It is just as important to understand what psychology majors don’t learn in school as it is to understand what they do learn, whether you’re interested in pursuing this educational path or considering seeing a psychologist. First, you must understand the difference between a psychologist and a psychiatrist. While they both focus on mental health, psychiatry majors typically head for a specialized medical school degree with training on dispensing medications and understanding mental health from a clinical point of view. Psychology majors have a very different type of schooling even though they have an interest in the human mind and may go into counseling careers just like psychiatry majors.
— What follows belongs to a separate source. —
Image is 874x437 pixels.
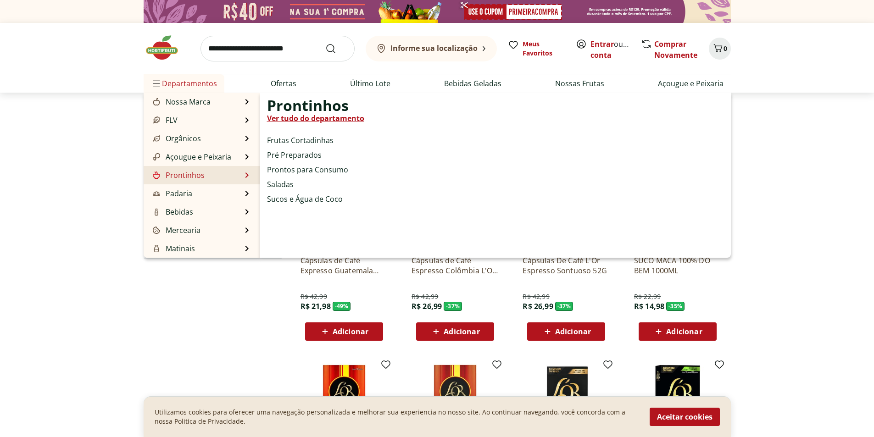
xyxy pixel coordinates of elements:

The most important part of what psychology majors don’t learn in school is the skill and training for prescribing medications. Psychiatry majors usually end up getting a degree in medicine that makes them qualified to dispense medicines such as antidepressants. Psychology majors can go on to get a doctoral degree in clinical or counseling psychology, but this only qualifies them to help patients cope with medications that another doctor has already prescribed. Psychologists typically focus more on counseling the patient rather than medically treating them.
Psychology students don’t learn how to medically diagnose, assess, treat and prevent mental illnesses, and they don’t go to medical school or complete residencies like psychiatrists do, although they may have to complete PhD programs and internships. While there are some efforts to allow psychologists to prescribe medications after consulting with psychiatrists in some states, no legal changes have been put in place yet. A psychologist might recommend that a patient see a psychiatrist who can determine whether medication would be right for them, but they can’t write prescriptions themselves under any circumstance.
So what psychology majors don’t learn in school comes down to prescribing medications. What they do learn is theory about the brain and human development, and as their schooling progresses they can go into more specialized areas of counseling, research or both. Psychology majors are interested in the human brain just like psychiatry majors, but the similarities end there.
The most important part of what psychology majors don’t learn in school is the skill and training for prescribing medications. Psychiatry majors usually end up getting a degree in medicine that makes them qualified to dispense medicines such as antidepressants. Psychology majors can go on to get a doctoral degree in clinical or counseling psychology, but this only qualifies them to help patients cope with medications that another doctor has already prescribed.